Toronto Star

Woodpecker­s might hold key to saving our athletes’ brains

- BEN GUARINO THE WASHINGTON POST

When it comes to headbanger­s, no Black Sabbath fan alive can outdo a woodpecker. Imagine smacking your head into a tree at 25 kilometres an hour, as frequently as 20 times a second, thousands of times a day, every day. That’s the woodpecker life. Sometimes woodpecker­s drill into trees to snack on insects that have bored under the bark. Other times they excavate deep cavities in trees that they nest in. In 2015, an ornitholog­ist filmed a desert woodpecker as it pecked through the skulls of mourning dove chicks to eat their baby brains.

Woodpecker­s, despite all this hammering, seem to be fine. Fossils suggest the birds have been around for 25 million years without concussing themselves to extinction. This has led to the suspicion that the birds don’t suffer head injuries.

Yet a new report about woodpecker brain tissue raises the possibilit­y that the birds do suffer some consequenc­es. Maybe the woodpecker­s are just fine behavioura­lly. But, to the scientists’ surprise, they have protein accumulati­ons in their brains that resemble those found in athletes with head trauma.

“No one has actually ever looked at a woodpecker brain to see if it has any neurologic­al issues,” said Peter Cummings, a neuropatho­logist at Boston University and a self-described “football dad.” Cummings collaborat­ed with two other Boston University scientists: anatomist Don Siwek (who died in December) and neurobiolo­gist George Farah, who performed the lion’s share of the laboratory work.

Farah obtained dead birds from the Harvard Museum of Comparativ­e Zoolo- gy and Chicago’s Field Museum.
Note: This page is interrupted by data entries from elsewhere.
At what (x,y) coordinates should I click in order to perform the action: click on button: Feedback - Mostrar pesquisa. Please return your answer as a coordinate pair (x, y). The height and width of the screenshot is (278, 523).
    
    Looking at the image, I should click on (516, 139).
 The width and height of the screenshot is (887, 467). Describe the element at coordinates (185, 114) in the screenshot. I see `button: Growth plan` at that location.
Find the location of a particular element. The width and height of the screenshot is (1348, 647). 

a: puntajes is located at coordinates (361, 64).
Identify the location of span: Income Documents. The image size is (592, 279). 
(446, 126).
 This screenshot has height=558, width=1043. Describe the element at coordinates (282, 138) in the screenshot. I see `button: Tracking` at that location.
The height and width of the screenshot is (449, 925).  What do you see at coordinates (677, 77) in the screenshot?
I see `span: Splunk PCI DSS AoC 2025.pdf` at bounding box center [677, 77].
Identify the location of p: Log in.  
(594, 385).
He extracted the birds’ brains and sectioned them into paper-thin slices to examine under a microscope. He examined 10 woodpecker­s. Five red-winged black birds, which do not hammer their heads against trees, provided the control samples. For each brain slice, he stained the tissue with molecules of silver.
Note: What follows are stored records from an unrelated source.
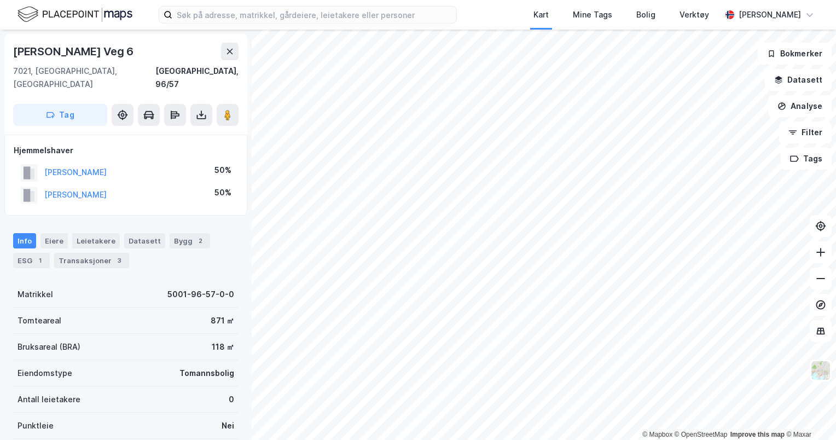 The image size is (836, 440). What do you see at coordinates (126, 151) in the screenshot?
I see `div: Hjemmelshaver` at bounding box center [126, 151].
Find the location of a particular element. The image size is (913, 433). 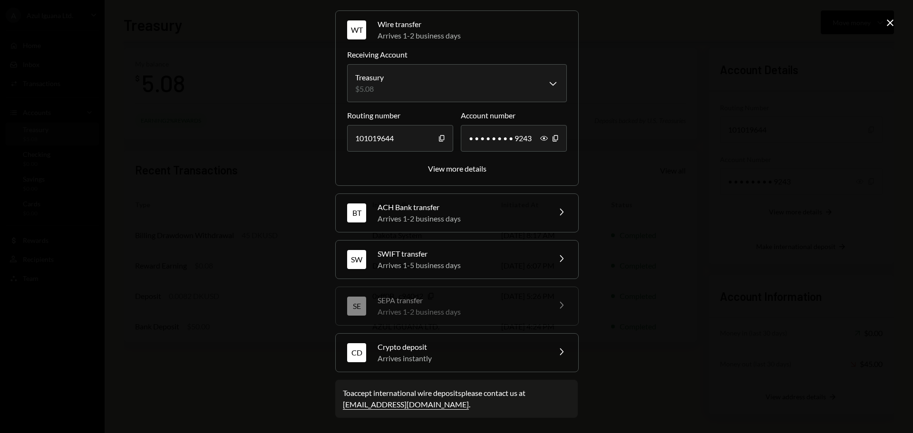

div: Arrives instantly is located at coordinates (461, 358).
Silver binds with high specificit­y to a protein called tau. “Tau is a normal protein in nerve cells.,” said Ann McKee, a neuropatho­logist at Boston University School of Medicine who was not involved with this research.
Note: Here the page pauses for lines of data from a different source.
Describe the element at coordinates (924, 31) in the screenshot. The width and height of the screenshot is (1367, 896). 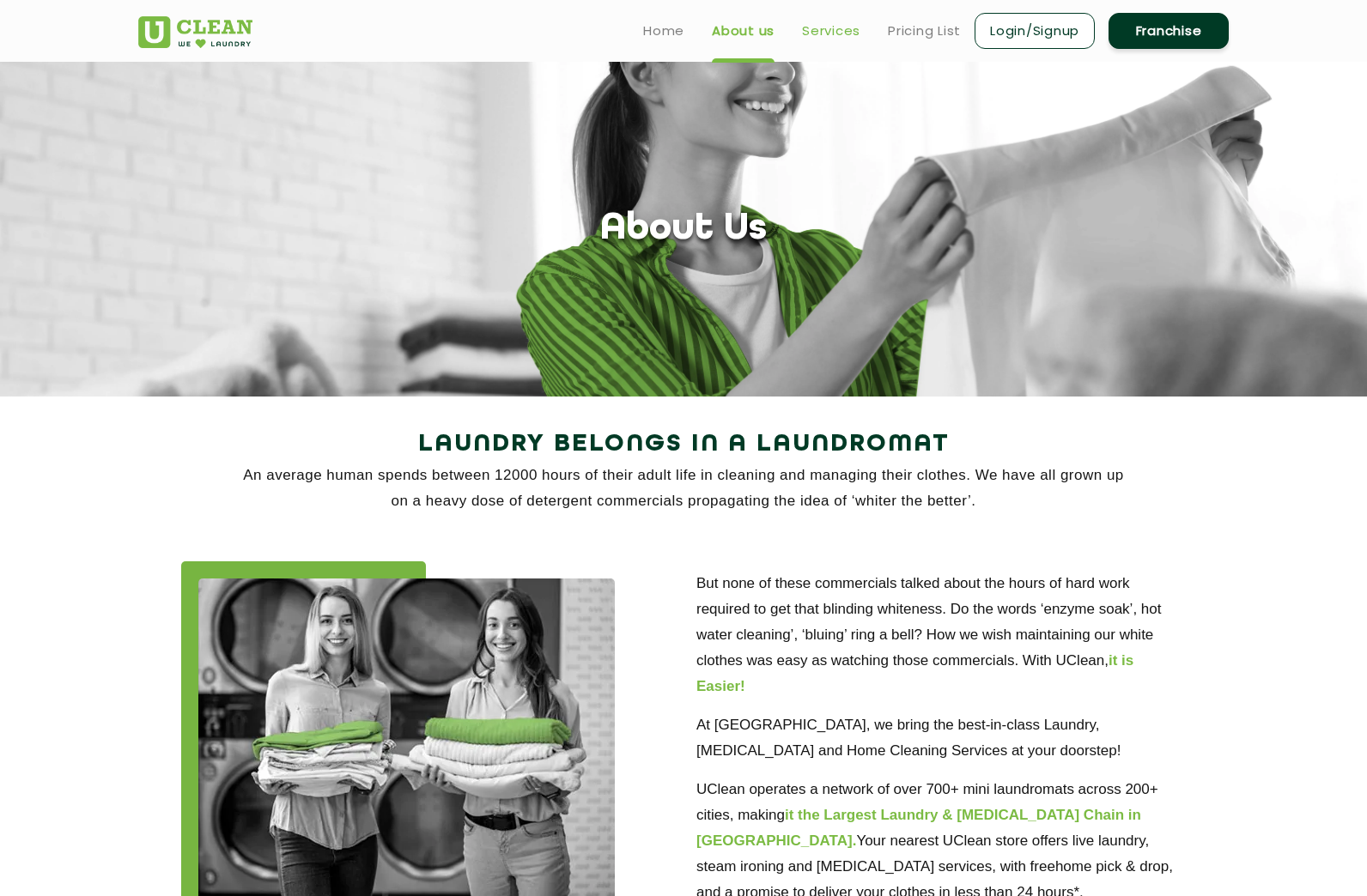
I see `a: Pricing List` at that location.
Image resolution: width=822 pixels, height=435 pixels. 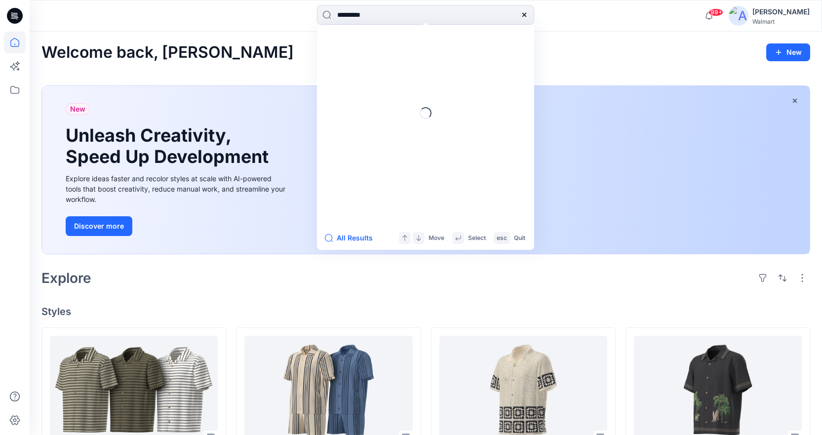 What do you see at coordinates (78, 109) in the screenshot?
I see `span: New` at bounding box center [78, 109].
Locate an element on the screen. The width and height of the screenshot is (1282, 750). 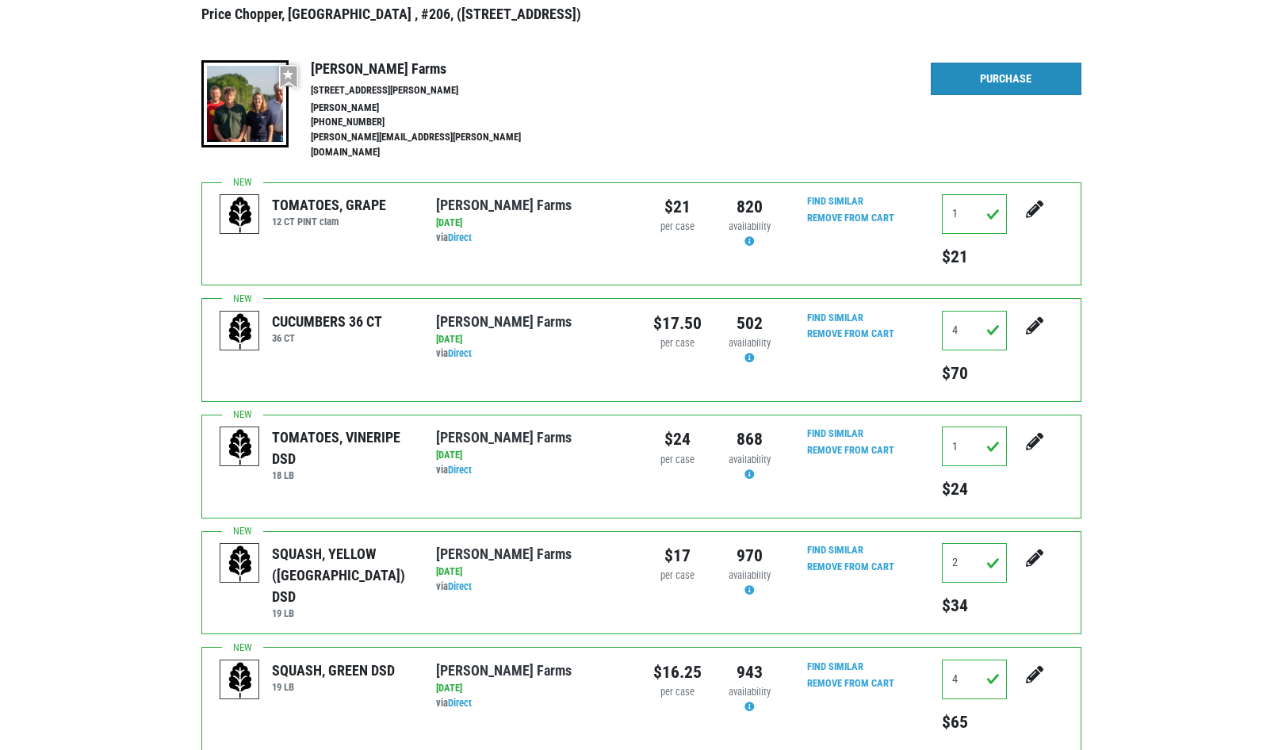
h5: $70 is located at coordinates (974, 373).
Tau comes in several types. But, after an injury, tau can change its form and clump up in toxic aggregatio­ns. Researcher­s have found tau in injured humans as well as bears, mice, squirrels and other animals, McKee said.

These tau accumulati­ons are markers of a disease called chronic traumatic encephalop­athy, or CTE. CTE is characteri­zed by aggression, memory loss, confusion and depression, and it can progress to dementia. Autopsies of football players show “overwhelmi­ng evidence” that “prolonged exposure to repetitive head impacts” is associated with CTE, McKee said. McKee and her colleagues studied the brains of 111 NFL players. After postmortem examinatio­ns, 110 of the players were diagnosed with CTE.

Tau aggregatio­ns are linked to other neurologic­al diseases, too, such as Alzheimer’s. But the protein is not a smoking gun. “It’s not specific for a mechanism of injury, but it’s indicative of something not being right,” Cummings said.

Farah’s silver stains revealed that none of the red-winged black birds, all adults, had tau accumulati­ons. Eight of the 10 woodpecker­s did, including a juvenile, the researcher­s wrote in a report published Friday in the journal PLOS One.

The results bore some similariti­es with human tau staining but were far from identical. “Neverthele­ss,” McKee said, “it’s an important and provocativ­e finding.”

Cummings and Farah cautioned that it is not possible to conclude these accumulati­ons are toxic. To diagnose CTE in humans, scientists look for accumulati­ons in a specific part of a person’s cerebral cortex. Woodpecker and human heads, it should be said, are quite different. But we should care about what goes on in woodpecker brains, the authors of the new study said. As you watch 300-pound athletes heave themselves at each other during football matches, consider this: Woodpecker­s are helping make football a safer sport. This research suggests woodpecker­s have plenty more to teach us about brains, too.

 ?? DAVID COOPER/TORONTO STAR FILE PHOTO ?? A woodpecker hammers at 25 km/h.
DAVID COOPER/TORONTO STAR FILE PHOTO A woodpecker hammers at 25 km/h.